Venom AI

VENOM AI

How AI Coding Tools Work Under the Hood

The first time you watch an AI coding tool open your files, write code across several of them, run the project, hit an error, and quietly fix it, it feels like witchcraft. It is not. And understanding what is actually happening turns it from intimidating magic into a tool you can direct with real confidence.

In short, an AI coding tool is an AI agent that works inside your codebase: it reads your files, plans a change, edits them, runs commands, reads the output, and repeats until the task is done. It is the same agent loop, with a set of tools built for code.

You have seen the chatbot version: an AI in a browser that hands you a snippet to copy and paste. An AI coding tool is that intelligence moved inside your editor, where it can actually touch the files instead of just describing them, which is the whole point of an AI coding assistant.

The loop an AI coding tool runs: read, plan, edit, run, read errors, repeat

What is really happening under the hood?

Strip away the polish and an AI coding tool is doing what you do, just faster. It reads the relevant files to understand the project. It forms a plan. It makes edits. It runs the code or the tests. It reads whatever came back, including the errors. And it loops, adjusting until the goal is met. There is no secret. It is the same agentic loop behind every AI agent, aimed squarely at a codebase.

What tools does it actually have?

An AI coding tool is only as capable as the tools it is given, and the set is smaller than you would guess:

  • Read: open and look at your files.
  • Search: find the right code across the whole project.
  • Edit and write: change existing files and create new ones.
  • Run: execute commands, start the project, run the tests.

With just those, the model can navigate a real codebase the way a developer does. The intelligence is the model; these few tools are its hands.

Why does it read before it writes?

Here is something beginners miss. A good coding tool spends real effort reading your project before it changes anything, because code never lives in isolation. One function depends on another, and a change in one file ripples into three more. The reading step is how the AI builds enough context to make a change that fits instead of one that breaks everything around it. When an AI coding tool does something dumb, it is very often because it did not have, or did not gather, the right context first.

Why does it run the code and read the errors?

This is the part that makes these tools feel alive: the feedback loop. The AI does not just write code and hope. It runs the project, reads the error message the way you would, and uses that to fix its own work. That self-correction, try, fail, read the error, try again, is exactly the agent loop, and it is why a good coding tool can grind through a problem that would take a beginner hours. The error message is not a failure; to the AI it is the next clue.

Where does VS Code fit?

For most builders, the AI coding tool lives right inside VS Code, the free editor where you keep your project. That matters because it puts the AI where the work actually is: alongside your files, your terminal, and your live preview, with full view of the project instead of a lonely chat window. It is the same reason a mechanic works in the garage with the car, not over the phone. This is exactly the setup we teach at Make Anything With AI, VS Code plus a capable AI assistant, never a separate walled-garden editor.

What goes wrong?

The common failures all trace back to context and limits. Give the AI a vague goal and it guesses. Point it at a sprawling, messy project with no direction and it gets lost. Let it run with no review and it can confidently break things. The fix is the same skill every time: clear direction, the right context, and a human reading the result. An AI coding tool is astonishingly capable, but it is a power tool, not autopilot.

Building your own AI coding tool from that same loop, and understanding exactly how the real ones work, is covered in Venom AI's Tier 4. Once you see the loop under the hood, these tools stop being magic and start being something you can direct.

Frequently asked questions

It uses a small set of tools, read, search, edit, write, and run, to navigate your project like a developer would. It reads the relevant files, makes edits, runs the code, reads the output, and repeats until the task is done.

Almost always because of missing context or unclear direction. Code is interconnected, so if the tool did not gather enough of the project first, or the goal was vague, it can make a change that does not fit. Clear direction and a human reviewing the result fix most of it.

Usually right inside VS Code, the free editor where your project lives, so the AI sits alongside your files, terminal, and live preview with full view of the project, instead of in a separate chat window.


:: To do ::
Please reproduce the data exactly and omit the pictures.

Items listed in a dataset
- - - - -

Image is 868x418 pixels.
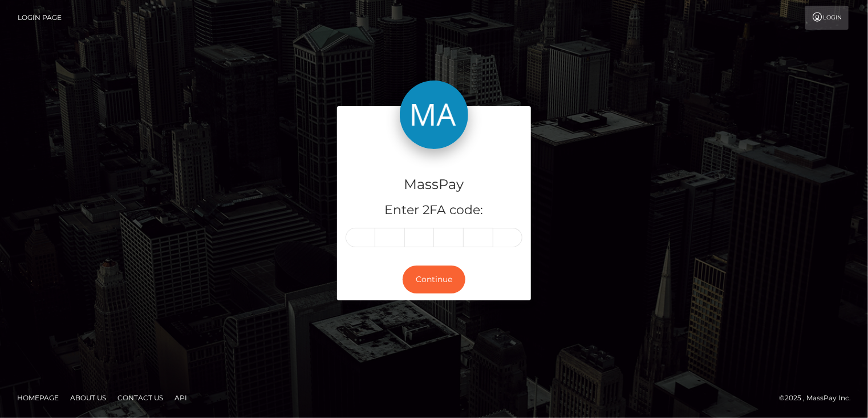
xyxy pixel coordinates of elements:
[400,80,468,149] img: MassPay
[805,6,848,30] a: Login
[403,266,465,294] button: Continue
[113,388,168,407] a: Contact Us
[170,388,192,407] a: API
[17,6,61,30] a: Login Page
[346,202,522,219] h5: Enter 2FA code:
[13,388,63,407] a: Homepage
[346,174,522,195] h4: MassPay
[779,391,860,404] div: © 2025 , MassPay Inc.
[66,388,111,407] a: About Us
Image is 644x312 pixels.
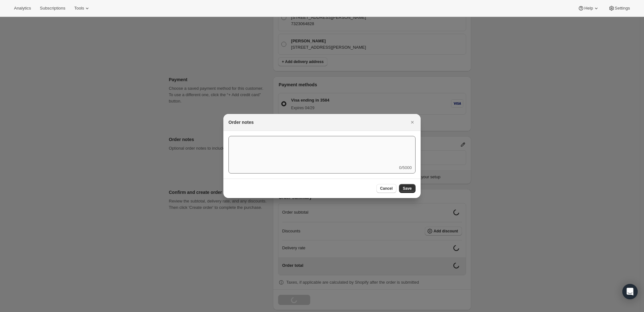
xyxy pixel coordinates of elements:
[622,284,638,299] div: Open Intercom Messenger
[408,118,417,127] button: Close
[14,6,31,11] span: Analytics
[584,6,593,11] span: Help
[380,186,393,191] span: Cancel
[74,6,84,11] span: Tools
[615,6,630,11] span: Settings
[36,4,69,13] button: Subscriptions
[228,119,253,125] h2: Order notes
[10,4,35,13] button: Analytics
[377,184,397,193] button: Cancel
[70,4,94,13] button: Tools
[40,6,65,11] span: Subscriptions
[574,4,603,13] button: Help
[399,184,416,193] button: Save
[403,186,412,191] span: Save
[605,4,634,13] button: Settings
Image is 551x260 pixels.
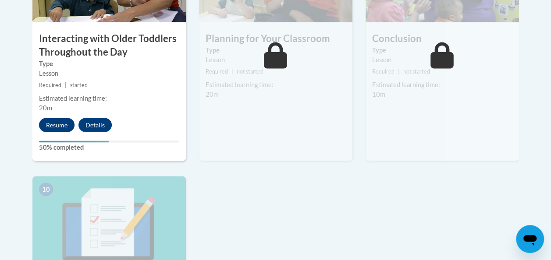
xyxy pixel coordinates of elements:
div: Lesson [372,55,513,65]
span: not started [403,68,430,75]
iframe: Button to launch messaging window [516,225,544,253]
span: Required [206,68,228,75]
h3: Interacting with Older Toddlers Throughout the Day [32,32,186,59]
h3: Conclusion [366,32,519,46]
div: Lesson [206,55,346,65]
span: 10m [372,91,385,98]
span: | [231,68,233,75]
button: Resume [39,118,75,132]
label: Type [372,46,513,55]
div: Estimated learning time: [206,80,346,90]
span: Required [39,82,61,89]
h3: Planning for Your Classroom [199,32,352,46]
span: | [398,68,400,75]
span: | [65,82,67,89]
div: Your progress [39,141,109,143]
div: Estimated learning time: [372,80,513,90]
span: started [70,82,88,89]
span: 20m [39,104,52,112]
span: not started [237,68,263,75]
button: Details [78,118,112,132]
label: 50% completed [39,143,179,153]
span: 10 [39,183,53,196]
label: Type [39,59,179,69]
label: Type [206,46,346,55]
div: Lesson [39,69,179,78]
span: Required [372,68,395,75]
span: 20m [206,91,219,98]
div: Estimated learning time: [39,94,179,103]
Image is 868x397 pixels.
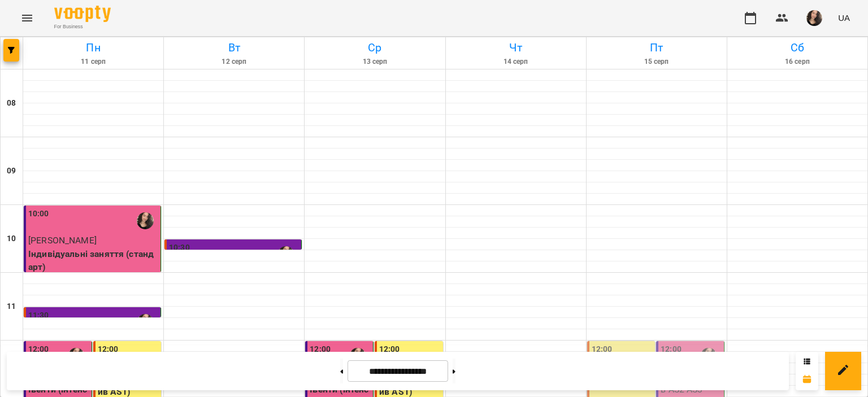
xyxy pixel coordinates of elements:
h6: 13 серп [306,57,443,67]
h6: Пт [588,39,725,57]
button: Menu [13,4,41,32]
img: Самчук Анастасія Олександрівна [137,212,154,229]
label: 12:00 [660,343,681,356]
h6: Чт [447,39,584,57]
img: Самчук Анастасія Олександрівна [277,246,294,263]
h6: Пн [25,39,162,57]
h6: 15 серп [588,57,725,67]
h6: 16 серп [729,57,866,67]
span: UA [838,12,850,24]
h6: Вт [165,39,302,57]
span: [PERSON_NAME] [28,235,96,246]
h6: Ср [306,39,443,57]
img: Voopty Logo [54,5,110,22]
label: 12:00 [98,343,118,356]
button: UA [833,7,854,28]
label: 10:00 [28,208,49,220]
label: 12:00 [309,343,330,356]
h6: 11 серп [25,57,162,67]
label: 10:30 [169,241,190,254]
h6: 12 серп [165,57,302,67]
h6: 10 [7,232,16,245]
h6: 08 [7,97,16,110]
label: 12:00 [28,343,49,356]
h6: Сб [729,39,866,57]
span: For Business [54,23,110,30]
label: 11:30 [28,309,49,322]
h6: 11 [7,300,16,313]
h6: 14 серп [447,57,584,67]
label: 12:00 [379,343,400,356]
h6: 09 [7,165,16,177]
label: 12:00 [591,343,612,356]
p: Індивідуальні заняття (стандарт) [28,247,158,274]
img: Самчук Анастасія Олександрівна [137,314,154,331]
img: af1f68b2e62f557a8ede8df23d2b6d50.jpg [806,10,822,26]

- - - - -

:: Solution to the exercise ::
Image is 868x418 pixels.
xyxy pixel coordinates of elements:
[400,80,468,149] img: MassPay
[805,6,848,30] a: Login
[403,266,465,294] button: Continue
[113,388,168,407] a: Contact Us
[170,388,192,407] a: API
[17,6,61,30] a: Login Page
[346,202,522,219] h5: Enter 2FA code:
[13,388,63,407] a: Homepage
[346,174,522,195] h4: MassPay
[779,391,860,404] div: © 2025 , MassPay Inc.
[66,388,111,407] a: About Us
Image is 644x312 pixels.
xyxy pixel coordinates of elements:
[622,284,638,299] div: Open Intercom Messenger
[408,118,417,127] button: Close
[14,6,31,11] span: Analytics
[584,6,593,11] span: Help
[380,186,393,191] span: Cancel
[74,6,84,11] span: Tools
[615,6,630,11] span: Settings
[36,4,69,13] button: Subscriptions
[228,119,253,125] h2: Order notes
[10,4,35,13] button: Analytics
[377,184,397,193] button: Cancel
[70,4,94,13] button: Tools
[40,6,65,11] span: Subscriptions
[574,4,603,13] button: Help
[399,184,416,193] button: Save
[403,186,412,191] span: Save
[605,4,634,13] button: Settings
Image is 551x260 pixels.
xyxy pixel coordinates of elements:
div: Lesson [372,55,513,65]
span: not started [403,68,430,75]
iframe: Button to launch messaging window [516,225,544,253]
span: Required [206,68,228,75]
h3: Interacting with Older Toddlers Throughout the Day [32,32,186,59]
h3: Conclusion [366,32,519,46]
div: Lesson [206,55,346,65]
span: 10m [372,91,385,98]
span: | [231,68,233,75]
button: Resume [39,118,75,132]
label: Type [372,46,513,55]
div: Estimated learning time: [206,80,346,90]
span: Required [39,82,61,89]
h3: Planning for Your Classroom [199,32,352,46]
span: | [398,68,400,75]
span: | [65,82,67,89]
div: Your progress [39,141,109,143]
div: Estimated learning time: [372,80,513,90]
span: started [70,82,88,89]
span: 20m [39,104,52,112]
span: not started [237,68,263,75]
button: Details [78,118,112,132]
label: 50% completed [39,143,179,153]
span: 10 [39,183,53,196]
label: Type [39,59,179,69]
label: Type [206,46,346,55]
div: Lesson [39,69,179,78]
span: Required [372,68,395,75]
span: 20m [206,91,219,98]
div: Estimated learning time: [39,94,179,103]
Image is 868x397 pixels.
xyxy pixel coordinates of elements:
h6: 13 серп [306,57,443,67]
h6: Пт [588,39,725,57]
button: Menu [13,4,41,32]
img: Самчук Анастасія Олександрівна [137,212,154,229]
label: 12:00 [660,343,681,356]
h6: Чт [447,39,584,57]
img: Самчук Анастасія Олександрівна [277,246,294,263]
h6: Пн [25,39,162,57]
h6: 15 серп [588,57,725,67]
h6: 16 серп [729,57,866,67]
span: UA [838,12,850,24]
h6: Вт [165,39,302,57]
span: [PERSON_NAME] [28,235,96,246]
h6: Ср [306,39,443,57]
img: Voopty Logo [54,5,110,22]
label: 12:00 [98,343,118,356]
button: UA [833,7,854,28]
label: 10:00 [28,208,49,220]
label: 12:00 [309,343,330,356]
h6: 11 серп [25,57,162,67]
label: 10:30 [169,241,190,254]
h6: 12 серп [165,57,302,67]
h6: 10 [7,232,16,245]
h6: 08 [7,97,16,110]
label: 12:00 [28,343,49,356]
h6: Сб [729,39,866,57]
span: For Business [54,23,110,30]
label: 11:30 [28,309,49,322]
h6: 11 [7,300,16,313]
h6: 14 серп [447,57,584,67]
label: 12:00 [379,343,400,356]
h6: 09 [7,165,16,177]
label: 12:00 [591,343,612,356]
p: Індивідуальні заняття (стандарт) [28,247,158,274]
img: Самчук Анастасія Олександрівна [137,314,154,331]
img: af1f68b2e62f557a8ede8df23d2b6d50.jpg [806,10,822,26]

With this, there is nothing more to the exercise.